In that other place, both sets of backbenchers are in high spirits. Labour chatter and barrack through wounded-soldier or cancer questions (normally, piety stills them). And when a Tory stands up his colleagues now produce a communal lowing sound. It's hard to describe but it's somewhere between a groanand the noise of tired, middle-aged rugby players going into a scrum. "Yeaaaaghhh" has too many vowels in it and looks too individualistic for the animal sodality of their public mood. The most damaging aspect of it is that it sounds playful.
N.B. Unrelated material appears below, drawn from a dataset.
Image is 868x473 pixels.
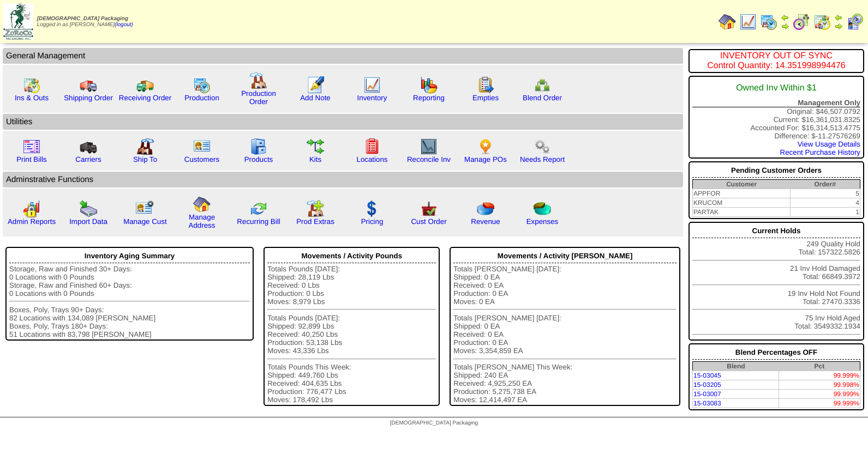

I'm avoiding the start of this Prescott story.There was a very good first, written question: How many wounded soldiers from Iraq and Afghanistan had the PM visited? None, is the answer. But there the question was in black and white. How was the PM going to avoid answering it? By brilliantly being in Riga, as it turned out. The Deputy Prime Minister was standing in for him. What would he say? Is the line that the Prime Minister never comments on his visits to wounded soldiers a) because it's a private matter? Or b) because he's reluctant to get within spitting distance of men who've lost the means to do anything else? The DPM chose the least likely option. This sort of visit was just between the Prime Minister and his soldiers. The Prime Minister wouldn't want to play politics with something as serious as Iraq.
Normally Prescott beats Hague. The last time they met he produced a brilliant impression of a defective schoolboy: "I know me grammar's not what it might be and lacking the gentleman's eddication," was the impression he left behind, before going on to wallop his tormentor for lacking judgement.
Encouraged by that he went a little ahead of himself amid farmyard scenes we haven't had for years. Roaring, heaving, bellowing, mooing, pointing at itself - the body politic sounded like a fight in a swamp.
Prescott became more and more exercised. His whole body nearly got taken over by one of his scowls. His head looked like a vast, troubled hernia.
Oh, the pain in that man's face. It was at the height, or depth, of this that he said the Conservatives were full of tossers. It's there in Hansard. Tosser. Party opposite's full of them. The noble profession. I hope he's not planning on sketch writing when he retires?